Ivo recalled the loss of intestinal control of the victims and realized how hard such a notion would strike a finicky girl like Afra. “I seem to be immune,” he said. “At least, I can avoid it successfully. And I did win the privilege. If you will show me how to operate the controls—”

This time Afra seemed relieved. “I’ll instruct you. I’ll have to operate blind, but it should work. Here, I’ll turn off the main screen; you use the helmet.”

And she set him up in the control chair and fastened the equipment upon him, placing the heavy goggles over his eyes. Ivo wished there were more than sheer practicality in the operation, but knew there was not; it was more efficient for her to do these things for him than to direct him through it, this first time.

“Your left hand controls the computer directives. Here, I’ll put you on the ten-key complex.” Her hand took his and carried it to a buttoned surface like that of an adding machine. This was not the same control he had seen Brad employ, he was sure. Alternate inputs? A junior set for the novice? The goggles cut off all outside vision, so he, not she, was “blind.”

“We have a number of important locations precoded,” she continued. “You should memorize them, if you’re going to do this regularly, but right now I’ll give them to you. These will place you on Earth, the Luna bases, any of the artificial satellites or the macroscope station — the torus.” She spieled off numbers, and he obediently pressed the buttons. Twice he miskeyed and had to start over; the third time she placed her hand over his and depressed his fingers for him in the proper order and places. Her digits were soft and cool and firm — as he imagined the rest of her body to be.

Light flared into his eyes. He was a hundred yards from the torus, looking down at it from sunside, blinded by the reflection from its metal plates.
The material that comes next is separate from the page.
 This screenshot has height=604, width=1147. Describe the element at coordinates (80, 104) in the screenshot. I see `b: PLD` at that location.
“The next coding is for semimanual control,” she said. “You can’t possibly keep the celestial motions aligned, but you can override portions of the computer’s automatic correction and drift a little.” She directed him through the necessary numeric instruction. “Now you can apply your right hand. Drive it as you would a car — but remember it is three-dimensional.” He felt the mounted ball, its surface actually sandpaper-rough for perfect traction. “Tilt for direction of motion, twist for orientation. Be careful — this is where the destroyer sometimes intrudes. You have to stick to fringe reception — which is more than adequate, at this range. Now set your drift toward the torus; don’t worry, you’ll pass right through the walls. You’ll have to practice a bit to get it down…”

Ivo tilted and twisted — and was rewarded by a dizzying tailspin in which the intolerable blaze of Sol scorched across his eyeballs every three seconds.
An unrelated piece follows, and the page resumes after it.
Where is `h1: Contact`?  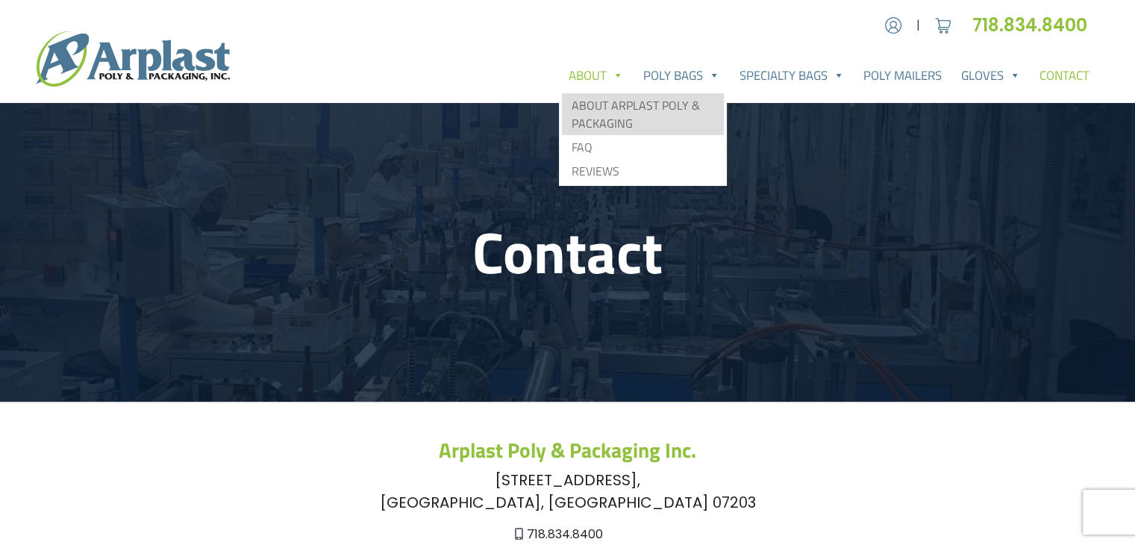 h1: Contact is located at coordinates (568, 252).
“Not so much!” she cautioned after the fact. It was a lesson that would not have to be repeated.

He reduced his efforts and began to slide toward the station, twitching the direction of his gaze to cover it properly. The computer, he thought, must perform a tremendous task, for surely a completely different flow of macrons would be required for each change in direction — yet the transition was smooth. Probably at distances of many light-years such versatility diminished, until a view from the far side of the galaxy would be one direction only, take it or leave it.
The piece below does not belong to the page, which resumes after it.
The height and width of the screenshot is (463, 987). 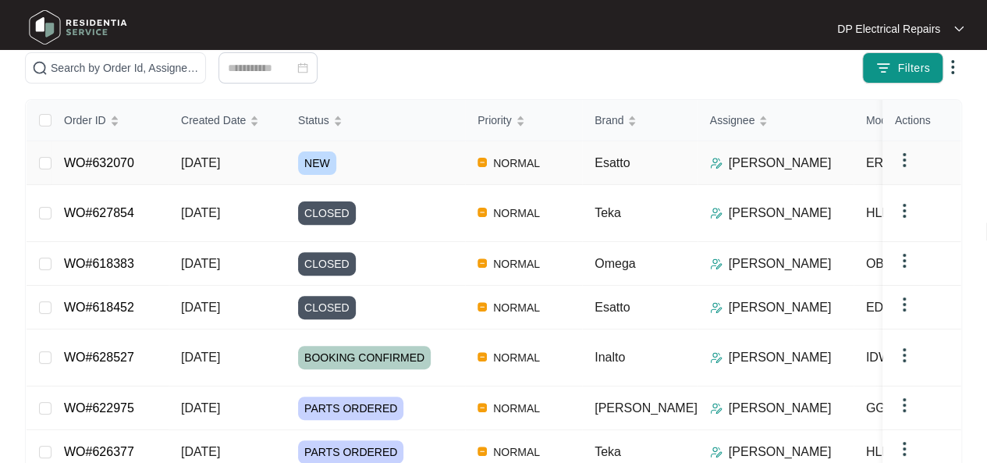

It was beginning to work for him, and it gave him a feeling of power.

There was an odor.

“No, that’s my job,” Afra said, calling out to someone else. “You keep practicing, Ivo; I think you have the general idea. Try to work your way inside. I’ll be back in a moment.”

The smell and the sound told him: nature had summoned Brad, and Afra had a job of cleaning up and changing to do. He had to admit she had grit.

He thought of the right-hand control as a flute, and though there was no particular resemblance, control was suddenly easier. Now he could draw on his other talent, that peculiar digital dexterity and sense of tone musicians possessed. He shot through the wall of the torus, schooling himself not to wince, and stopped within the first hall. He reoriented, and was sure he was maintaining spatial stability, but the hall was tilting over steadily. He corrected — and lost it again.